Crawfish look a lot like lobsters that have been hit with a shrink ray, and with good cause as they're crustacean cousins, notes the Columbia Journalism Review. They belong to the order Decapoda, owing to the 10 "walking" legs they have extending from the front portion, or cephalothorax, of their body, explains the University of Bristol. Though that body is scientifically divided into 20 distinct segments, the two major divisions are the cephalothorax and the abdomen.
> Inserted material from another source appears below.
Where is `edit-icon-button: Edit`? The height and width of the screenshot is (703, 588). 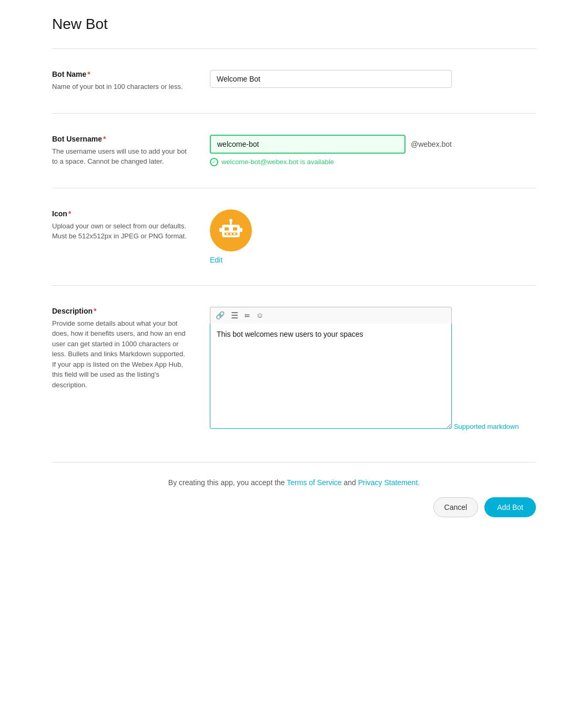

The abdomen is home to the pleopods, or "swimming" legs also known as the swimmerets, and is the segment of the crawfish we think of as the "tail" and, more importantly, the part most commonly consumed (via Acadian Crawfish Co.)
While the tail presents most folks with a familiar, albeit smaller, morsel of meat not unlike lobster or shrimp in appearance and flavor, the cephalothorax — more commonly called "the head" — is a bit more complicated. As outlined by Infovisual, the crawfish head accounts for much of the body and contains the internal organs, such as the rudimentary brain, the gut, and the heart. And while those may strike some as unpleasant to eat, note that if you've consumed the tail, you've already eaten a large portion of the crawfish's digestive tract.
To suck or not?
So, the question remains, is it safe to suck the head of a crawfish? The answer is a resounding yes, says Eater Houston, a trusted source as Houston is a city that knows a thing or two about crawfish cookery. The head's various organs, including the liver-like hepatopancreas, provide an assortment of flavors not found in the tail. Further, the cavity, during the boil, fills with the spice-flecked broth, so that when you slurp up the innards, you're met with not just the distinct taste of organs, but a hot and salty shot of juice that's deeply flavored by contact with the crawfish shells.
But are there any instances when crawfish should be avoided? CajunCrawfish.com notes a persistent myth that straight-tailed crawfish, those that leave the boil with their abdomens erect, are best thrown out as this is a hallmark of a crustacean that went into the broth already dead — FYI, crawfish are traditionally boiled alive. A straight tail, however, isn't the best indicator of a bad crawfish. They recommend giving the tail a once over before popping it in your mouth. If the meat is "mushy or crumbly," chuck it and move on. That's the great thing about a crawfish boil: There's more where that came from.